An accompanying editorial by Elizabeth Zuccala, PhD, and Richard Horton, FRCP, both Lancet editors, characterized the report as providing “a rare opportunity to reinvigorate the fight against tuberculosis.”

“Meeting global goals will require a sweeping realignment of global and national priorities […] towards committing to funding the interventions and research that are needed most,” the editorialists wrote. “People affected by tuberculosis are often among the most poor, [marginalized], and [stigmatized] in their communities, and it is hard to escape the conclusion that the chronic underfunding and underappreciation of tuberculosis are reflections of their social and economic status.”

Reid told MedPage Today that the plan requires engaging stakeholders across different sectors, and that “new and innovative ways” of financing the fight against TB are needed.

“That involves … emphasizing the importance of global accountability and recognizing that TB survivors and their advocates are an essential constituency that we can’t neglect and must include in all policy-related decisions,” he said. “In order to end TB, we need to create that enabling environment that will drive down incidence and mortality.”

Reid disclosed no relevant relationships with industry. Co-authors disclosed support from Merck, Otsuka, the NIH, the CDC, the Gilead Foundation, the U.S. Agency for International Development (USAID), the Wellcome Trust, the South Africa National Research Foundation, the UK Medical Research Council, Gilead Sciences, World Bank, UNAIDS, the Rush Foundation, the Bill & Melinda Gates Foundation, New York University, the WHO, the Global Fund to Fight Aids, Tuberculosis and Malaria, the Stop TB Partnership, Unitaid (via Aurum and the Elizabeth Glaser Pediatric AIDS Foundation), the Veterans Administration, Harvard University, the Stony Wold-Herbert Foundation, the National Institute for Allergy and Infectious Diseases, the National Institute of Child Health and Human Development, the University of California San Francisco, San Francisco General Hospital, the Johns Hopkins University Center for AIDS Research, and Johnson & Johnson.
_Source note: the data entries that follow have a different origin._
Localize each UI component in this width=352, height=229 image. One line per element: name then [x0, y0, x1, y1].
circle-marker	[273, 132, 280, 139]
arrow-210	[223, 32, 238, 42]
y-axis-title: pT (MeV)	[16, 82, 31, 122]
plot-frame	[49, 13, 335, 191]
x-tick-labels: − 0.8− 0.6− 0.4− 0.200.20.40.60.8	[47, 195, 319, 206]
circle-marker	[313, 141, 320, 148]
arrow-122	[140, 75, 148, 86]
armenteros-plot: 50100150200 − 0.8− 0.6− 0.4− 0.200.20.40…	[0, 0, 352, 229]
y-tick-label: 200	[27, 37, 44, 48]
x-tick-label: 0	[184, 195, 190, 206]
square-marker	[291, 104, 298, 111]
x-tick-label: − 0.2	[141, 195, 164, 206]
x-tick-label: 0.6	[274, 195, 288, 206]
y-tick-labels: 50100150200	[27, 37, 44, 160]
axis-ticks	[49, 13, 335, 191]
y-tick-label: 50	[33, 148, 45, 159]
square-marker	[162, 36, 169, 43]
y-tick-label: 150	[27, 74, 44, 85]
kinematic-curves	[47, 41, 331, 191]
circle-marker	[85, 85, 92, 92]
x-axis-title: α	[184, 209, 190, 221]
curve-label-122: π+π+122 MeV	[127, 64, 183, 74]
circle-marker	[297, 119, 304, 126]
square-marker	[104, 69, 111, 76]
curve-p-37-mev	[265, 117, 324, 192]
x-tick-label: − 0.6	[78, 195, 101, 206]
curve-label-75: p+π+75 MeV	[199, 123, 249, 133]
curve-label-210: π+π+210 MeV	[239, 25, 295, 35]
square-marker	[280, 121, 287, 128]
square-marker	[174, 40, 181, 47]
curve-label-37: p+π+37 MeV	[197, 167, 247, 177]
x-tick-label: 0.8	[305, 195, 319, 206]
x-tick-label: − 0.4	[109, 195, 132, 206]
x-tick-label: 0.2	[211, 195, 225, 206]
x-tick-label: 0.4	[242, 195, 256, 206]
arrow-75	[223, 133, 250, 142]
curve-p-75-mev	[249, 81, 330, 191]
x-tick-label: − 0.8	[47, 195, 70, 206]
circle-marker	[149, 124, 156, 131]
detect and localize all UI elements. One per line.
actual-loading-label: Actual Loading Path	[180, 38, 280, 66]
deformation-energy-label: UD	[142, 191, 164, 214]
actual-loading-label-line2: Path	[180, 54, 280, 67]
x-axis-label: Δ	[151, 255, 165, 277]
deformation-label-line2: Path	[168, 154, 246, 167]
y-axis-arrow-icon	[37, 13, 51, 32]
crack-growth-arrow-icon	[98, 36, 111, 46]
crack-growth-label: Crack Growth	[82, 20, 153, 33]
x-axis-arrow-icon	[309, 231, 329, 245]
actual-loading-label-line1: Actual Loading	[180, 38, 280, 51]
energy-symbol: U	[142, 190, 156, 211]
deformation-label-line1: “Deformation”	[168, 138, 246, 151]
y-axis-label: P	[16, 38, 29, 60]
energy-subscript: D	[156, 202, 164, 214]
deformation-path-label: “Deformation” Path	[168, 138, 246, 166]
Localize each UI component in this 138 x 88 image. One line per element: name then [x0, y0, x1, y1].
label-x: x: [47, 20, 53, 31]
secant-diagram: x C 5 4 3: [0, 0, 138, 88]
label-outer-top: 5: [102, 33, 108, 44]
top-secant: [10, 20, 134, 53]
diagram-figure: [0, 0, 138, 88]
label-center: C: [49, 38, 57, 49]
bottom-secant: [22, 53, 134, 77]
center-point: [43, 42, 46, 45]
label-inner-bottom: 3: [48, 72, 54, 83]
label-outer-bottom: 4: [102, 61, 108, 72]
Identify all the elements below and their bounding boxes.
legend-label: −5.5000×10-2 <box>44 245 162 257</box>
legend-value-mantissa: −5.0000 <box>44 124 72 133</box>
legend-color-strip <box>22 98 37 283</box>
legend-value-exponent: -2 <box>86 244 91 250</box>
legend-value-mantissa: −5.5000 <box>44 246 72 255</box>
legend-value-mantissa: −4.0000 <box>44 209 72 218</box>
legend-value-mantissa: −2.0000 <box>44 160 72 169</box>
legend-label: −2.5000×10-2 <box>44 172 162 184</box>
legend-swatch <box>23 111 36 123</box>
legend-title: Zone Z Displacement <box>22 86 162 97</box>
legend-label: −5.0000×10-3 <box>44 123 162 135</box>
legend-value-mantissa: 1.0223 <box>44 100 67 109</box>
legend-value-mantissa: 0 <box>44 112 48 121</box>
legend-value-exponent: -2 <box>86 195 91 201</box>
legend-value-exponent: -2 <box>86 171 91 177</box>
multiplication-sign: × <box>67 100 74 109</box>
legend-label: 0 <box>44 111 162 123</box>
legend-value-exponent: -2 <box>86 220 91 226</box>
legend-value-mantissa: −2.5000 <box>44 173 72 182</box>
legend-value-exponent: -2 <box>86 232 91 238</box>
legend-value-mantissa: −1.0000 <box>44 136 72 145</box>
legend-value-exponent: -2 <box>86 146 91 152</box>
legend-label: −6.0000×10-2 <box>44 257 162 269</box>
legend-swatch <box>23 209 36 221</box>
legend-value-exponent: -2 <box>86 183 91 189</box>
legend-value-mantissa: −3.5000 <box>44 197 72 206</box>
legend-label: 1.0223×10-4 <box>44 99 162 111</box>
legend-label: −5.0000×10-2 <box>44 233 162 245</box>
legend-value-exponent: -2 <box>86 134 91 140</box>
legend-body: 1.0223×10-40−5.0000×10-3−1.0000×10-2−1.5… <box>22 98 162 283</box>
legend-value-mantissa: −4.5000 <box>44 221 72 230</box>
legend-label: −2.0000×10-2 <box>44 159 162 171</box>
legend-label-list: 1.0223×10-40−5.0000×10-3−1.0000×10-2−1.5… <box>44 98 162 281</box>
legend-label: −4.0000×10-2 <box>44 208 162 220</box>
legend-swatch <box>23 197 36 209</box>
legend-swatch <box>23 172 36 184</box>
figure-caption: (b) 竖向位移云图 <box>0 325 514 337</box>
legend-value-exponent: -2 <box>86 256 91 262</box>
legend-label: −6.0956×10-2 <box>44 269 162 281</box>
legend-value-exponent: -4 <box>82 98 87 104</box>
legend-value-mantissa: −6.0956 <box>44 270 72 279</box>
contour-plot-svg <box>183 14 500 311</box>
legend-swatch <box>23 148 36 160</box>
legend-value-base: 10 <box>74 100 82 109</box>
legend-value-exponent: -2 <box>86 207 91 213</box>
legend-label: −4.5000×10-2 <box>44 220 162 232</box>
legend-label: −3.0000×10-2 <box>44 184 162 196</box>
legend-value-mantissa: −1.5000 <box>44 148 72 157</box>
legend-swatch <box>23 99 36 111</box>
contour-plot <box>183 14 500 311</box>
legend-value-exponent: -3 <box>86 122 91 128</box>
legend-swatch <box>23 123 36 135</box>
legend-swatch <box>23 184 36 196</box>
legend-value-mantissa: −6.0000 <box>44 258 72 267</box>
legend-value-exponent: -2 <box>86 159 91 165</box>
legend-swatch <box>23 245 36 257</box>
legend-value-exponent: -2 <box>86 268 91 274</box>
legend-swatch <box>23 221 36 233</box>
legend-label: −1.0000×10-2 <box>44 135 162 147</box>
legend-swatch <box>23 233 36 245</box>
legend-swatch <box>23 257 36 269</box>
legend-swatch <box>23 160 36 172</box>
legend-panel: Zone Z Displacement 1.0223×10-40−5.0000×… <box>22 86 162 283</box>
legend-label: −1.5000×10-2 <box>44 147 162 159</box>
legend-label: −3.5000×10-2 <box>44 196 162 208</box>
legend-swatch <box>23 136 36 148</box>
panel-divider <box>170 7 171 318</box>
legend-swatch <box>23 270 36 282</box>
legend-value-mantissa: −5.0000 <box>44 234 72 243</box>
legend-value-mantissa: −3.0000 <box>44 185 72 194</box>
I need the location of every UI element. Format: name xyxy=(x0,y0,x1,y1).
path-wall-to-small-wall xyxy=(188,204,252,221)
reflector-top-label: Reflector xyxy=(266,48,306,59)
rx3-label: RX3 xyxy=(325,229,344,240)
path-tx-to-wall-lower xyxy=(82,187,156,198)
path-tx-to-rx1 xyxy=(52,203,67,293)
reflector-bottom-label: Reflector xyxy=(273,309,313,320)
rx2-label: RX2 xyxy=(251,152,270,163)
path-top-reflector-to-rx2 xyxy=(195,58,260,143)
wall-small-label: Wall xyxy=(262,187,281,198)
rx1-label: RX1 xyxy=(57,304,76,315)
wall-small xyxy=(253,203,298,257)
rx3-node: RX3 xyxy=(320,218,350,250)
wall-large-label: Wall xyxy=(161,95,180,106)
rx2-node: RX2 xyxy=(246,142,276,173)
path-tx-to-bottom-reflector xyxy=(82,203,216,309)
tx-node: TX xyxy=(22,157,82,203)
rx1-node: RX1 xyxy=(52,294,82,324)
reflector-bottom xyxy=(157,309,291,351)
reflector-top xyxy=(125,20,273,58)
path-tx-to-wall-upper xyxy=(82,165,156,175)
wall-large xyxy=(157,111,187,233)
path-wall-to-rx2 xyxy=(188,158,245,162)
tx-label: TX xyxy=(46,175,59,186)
One co-author is a member of the US Adult AIDS Clinical Trials Group Tuberculosis Transformative Study Group of the protocol team of the forthcoming PHOENIx MDR-TB (Protecting Households On Exposure to Newly Diagnosed Index Multidrug-Resistant Tuberculosis Patients) trial, of the Scientific Advisory Board of the John Hopkins University Center for AIDS Research, and of the PEPFAR Scientific Advisory Board of the Office of the Global AIDS Coordinator.

One co-author is a member of the British Parliament and co-chair of the Global TB Caucus. One co-author is a member of the WHO’s Strategic and Technical Advisory Group for Tuberculosis Committee, the Access Advisory Committee of TB Alliance, and the Scientific Advisory Committee of FIND. One co-author disclosed a patent. One co-author is a senior associate of Linksbridge, which provides consulting services to the Bill & Melinda Gates Foundation.

Zuccala is senior editor and Horton is editor-in-chief of The Lancet.